A detailed discussion of the question would be out of place here,[243] but we may notice a few passages which illustrate the arguments for an exilic date. We learn from Jeremiah xxvii.-xxix. that, in the fourth year of Zedekiah,[244] the prophet was denouncing as false teachers those who predicted that the Jewish captives in Babylon would speedily return to their native land. He himself asserted that judgment would not be inflicted upon Babylon for seventy years, and exhorted the exiles to build houses and marry, and plant gardens, and to pray for the peace of Babylon.[245] We can hardly imagine that, in the same breath almost, he called upon these exiles to flee from the city of their captivity, and summoned the neighbouring nations to execute Jehovah's judgment against the oppressors of His people. And yet we read:—

"There shall come the Israelites, they and the Jews together:
They shall weep continually, as they go to seek Jehovah their God;
They shall ask their way to Zion, with their faces hitherward"[246] (l. 4, 5).


"Remove from the midst of Babylon, and be ye as he-goats before the flock" (l. 8).

These verses imply that the Jews were already in Babylon, and throughout the author assumes the circumstances of the Exile. "The vengeance of the Temple," i.e. vengeance for the destruction of the Temple at the final capture of Jerusalem, is twice threatened.[247] The ruin of Babylon is described as imminent:—

"Set up a standard on the earth,
Blow the trumpet among the nations,
Prepare the nations against her."

If these words were written by Jeremiah in the fourth year of Zedekiah, he certainly was not practising his own precept to pray for the peace of Babylon.

Various theories have been advanced to meet the difficulties which are raised by the ascription of this prophecy to Jeremiah. It may have been expanded from an authentic original. Or again, li. 59-64 may not really refer to l. 1-li. 58; the two sections may once have existed separately, and may owe their connection to an editor, who met with l. 1-li. 58 as an anonymous document, and thought he recognised in it the "book" referred to in li. 59-64. Or again, l. 1-li. 58 may be a hypothetical reconstruction of a lost prophecy of Jeremiah; li. 59-64 mentioned such a prophecy and none was extant, and some student and disciple of Jeremiah's school utilised the material and ideas of extant writings to supply the gap. In any case, it must have been edited more than once, and each time with modifications. Some support might be obtained for any one of these theories from the fact that l. 1-li. 58 is primâ facie partly a cento of passages from the rest of the book and from the Book of Isaiah.[248]

In view of the great uncertainty as to the origin and history of this prophecy, we do not intend to attempt any detailed exposition. Elsewhere whatever non-Jeremianic matter occurs in the book is mostly by way of expansion and interpretation, and thus lies in the direct line of the prophet's teaching. But the section on Babylon attaches itself to the new departure in religious thought that is more fully expressed in Isaiah xl.-lxvi. Chapters l., li., may possibly be Jeremiah's swan-song, called forth by one of those Pisgah visions of a new dispensation sometimes granted to aged seers; but such visions of a new era and a new order can scarcely be combined with earlier teaching. We will therefore only briefly indicate the character and contents of this section.

It is apparently a mosaic, complied from lost as well as extant sources; and dwells upon a few themes with a persistent iteration of ideas and phrases hardly to be paralleled elsewhere, even in the Book of Jeremiah. It has been reckoned[249] that the imminence of the attack on Babylon is introduced afresh eleven times, and its conquest and destruction nine times. The advent of an enemy from the north is announced four times.[250]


• **Try it**:
Would you print the data below exactly, leaving out every picture?

• **Exercise data**:
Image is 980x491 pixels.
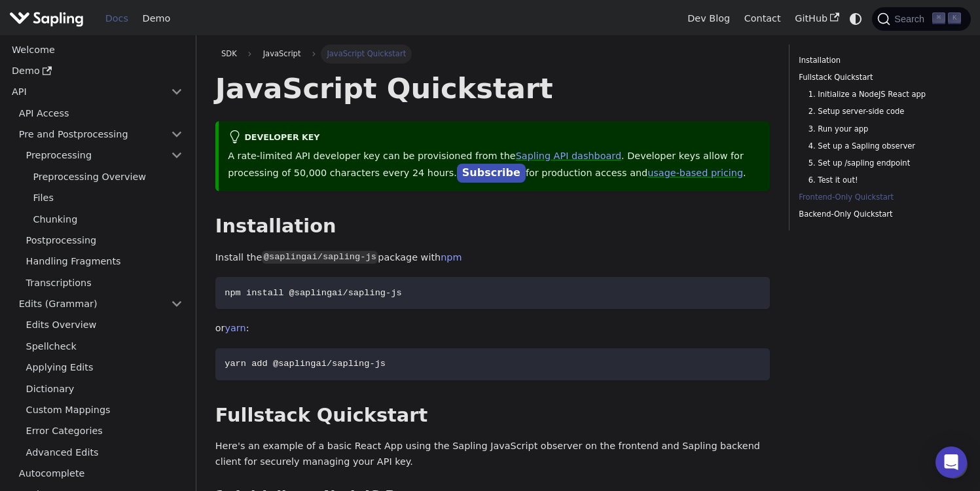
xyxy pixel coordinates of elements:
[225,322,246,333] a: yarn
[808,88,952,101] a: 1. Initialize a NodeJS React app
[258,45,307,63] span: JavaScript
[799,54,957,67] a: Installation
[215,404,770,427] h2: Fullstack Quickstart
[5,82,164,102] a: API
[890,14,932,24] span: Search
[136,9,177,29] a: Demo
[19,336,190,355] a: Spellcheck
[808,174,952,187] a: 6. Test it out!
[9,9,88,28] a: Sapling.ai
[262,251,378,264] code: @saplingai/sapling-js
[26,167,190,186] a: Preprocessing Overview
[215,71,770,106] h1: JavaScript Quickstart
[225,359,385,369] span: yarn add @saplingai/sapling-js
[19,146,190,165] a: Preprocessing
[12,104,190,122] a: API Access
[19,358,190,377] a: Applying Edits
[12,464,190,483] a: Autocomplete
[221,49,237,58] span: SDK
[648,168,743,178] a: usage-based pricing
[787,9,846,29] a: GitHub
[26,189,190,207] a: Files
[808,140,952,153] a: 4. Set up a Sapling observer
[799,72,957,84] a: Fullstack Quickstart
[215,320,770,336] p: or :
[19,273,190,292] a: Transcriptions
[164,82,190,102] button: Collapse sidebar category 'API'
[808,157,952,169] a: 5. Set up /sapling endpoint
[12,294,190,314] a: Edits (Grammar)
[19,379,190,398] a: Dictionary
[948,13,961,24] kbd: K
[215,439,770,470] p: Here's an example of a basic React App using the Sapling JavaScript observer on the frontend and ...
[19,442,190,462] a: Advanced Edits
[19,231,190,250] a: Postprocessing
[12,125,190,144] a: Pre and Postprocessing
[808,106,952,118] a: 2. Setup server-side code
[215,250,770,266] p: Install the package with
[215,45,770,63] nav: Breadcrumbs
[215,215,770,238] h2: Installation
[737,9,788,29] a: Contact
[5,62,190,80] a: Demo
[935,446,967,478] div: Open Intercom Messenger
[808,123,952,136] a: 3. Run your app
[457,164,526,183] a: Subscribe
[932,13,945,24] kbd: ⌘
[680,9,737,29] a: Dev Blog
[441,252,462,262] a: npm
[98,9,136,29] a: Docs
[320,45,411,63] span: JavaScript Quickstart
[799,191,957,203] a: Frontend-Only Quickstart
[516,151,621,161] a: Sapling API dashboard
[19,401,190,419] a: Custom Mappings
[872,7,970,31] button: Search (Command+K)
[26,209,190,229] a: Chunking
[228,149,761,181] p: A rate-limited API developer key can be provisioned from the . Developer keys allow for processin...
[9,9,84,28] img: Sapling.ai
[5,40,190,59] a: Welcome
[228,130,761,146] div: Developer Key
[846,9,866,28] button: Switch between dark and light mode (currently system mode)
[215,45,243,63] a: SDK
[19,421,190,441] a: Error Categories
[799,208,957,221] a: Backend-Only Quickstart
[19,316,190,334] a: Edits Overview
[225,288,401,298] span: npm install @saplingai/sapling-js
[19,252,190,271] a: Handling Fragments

• **Written answer**:
Image is 980x491 pixels.
xyxy pixel coordinates of elements:
[225,322,246,333] a: yarn
[808,88,952,101] a: 1. Initialize a NodeJS React app
[258,45,307,63] span: JavaScript
[799,54,957,67] a: Installation
[215,404,770,427] h2: Fullstack Quickstart
[5,82,164,102] a: API
[890,14,932,24] span: Search
[136,9,177,29] a: Demo
[19,336,190,355] a: Spellcheck
[808,174,952,187] a: 6. Test it out!
[9,9,88,28] a: Sapling.ai
[262,251,378,264] code: @saplingai/sapling-js
[26,167,190,186] a: Preprocessing Overview
[215,71,770,106] h1: JavaScript Quickstart
[225,359,385,369] span: yarn add @saplingai/sapling-js
[19,146,190,165] a: Preprocessing
[12,104,190,122] a: API Access
[19,358,190,377] a: Applying Edits
[12,464,190,483] a: Autocomplete
[221,49,237,58] span: SDK
[648,168,743,178] a: usage-based pricing
[787,9,846,29] a: GitHub
[26,189,190,207] a: Files
[808,140,952,153] a: 4. Set up a Sapling observer
[799,72,957,84] a: Fullstack Quickstart
[215,320,770,336] p: or :
[19,273,190,292] a: Transcriptions
[164,82,190,102] button: Collapse sidebar category 'API'
[808,157,952,169] a: 5. Set up /sapling endpoint
[12,294,190,314] a: Edits (Grammar)
[19,379,190,398] a: Dictionary
[948,13,961,24] kbd: K
[215,439,770,470] p: Here's an example of a basic React App using the Sapling JavaScript observer on the frontend and ...
[19,442,190,462] a: Advanced Edits
[19,231,190,250] a: Postprocessing
[12,125,190,144] a: Pre and Postprocessing
[808,106,952,118] a: 2. Setup server-side code
[215,250,770,266] p: Install the package with
[215,45,770,63] nav: Breadcrumbs
[215,215,770,238] h2: Installation
[737,9,788,29] a: Contact
[5,62,190,80] a: Demo
[935,446,967,478] div: Open Intercom Messenger
[808,123,952,136] a: 3. Run your app
[457,164,526,183] a: Subscribe
[932,13,945,24] kbd: ⌘
[680,9,737,29] a: Dev Blog
[441,252,462,262] a: npm
[98,9,136,29] a: Docs
[320,45,411,63] span: JavaScript Quickstart
[799,191,957,203] a: Frontend-Only Quickstart
[516,151,621,161] a: Sapling API dashboard
[19,401,190,419] a: Custom Mappings
[872,7,970,31] button: Search (Command+K)
[26,209,190,229] a: Chunking
[228,149,761,181] p: A rate-limited API developer key can be provisioned from the . Developer keys allow for processin...
[9,9,84,28] img: Sapling.ai
[5,40,190,59] a: Welcome
[228,130,761,146] div: Developer Key
[846,9,866,28] button: Switch between dark and light mode (currently system mode)
[215,45,243,63] a: SDK
[19,421,190,441] a: Error Categories
[799,208,957,221] a: Backend-Only Quickstart
[19,316,190,334] a: Edits Overview
[225,288,401,298] span: npm install @saplingai/sapling-js
[19,252,190,271] a: Handling Fragments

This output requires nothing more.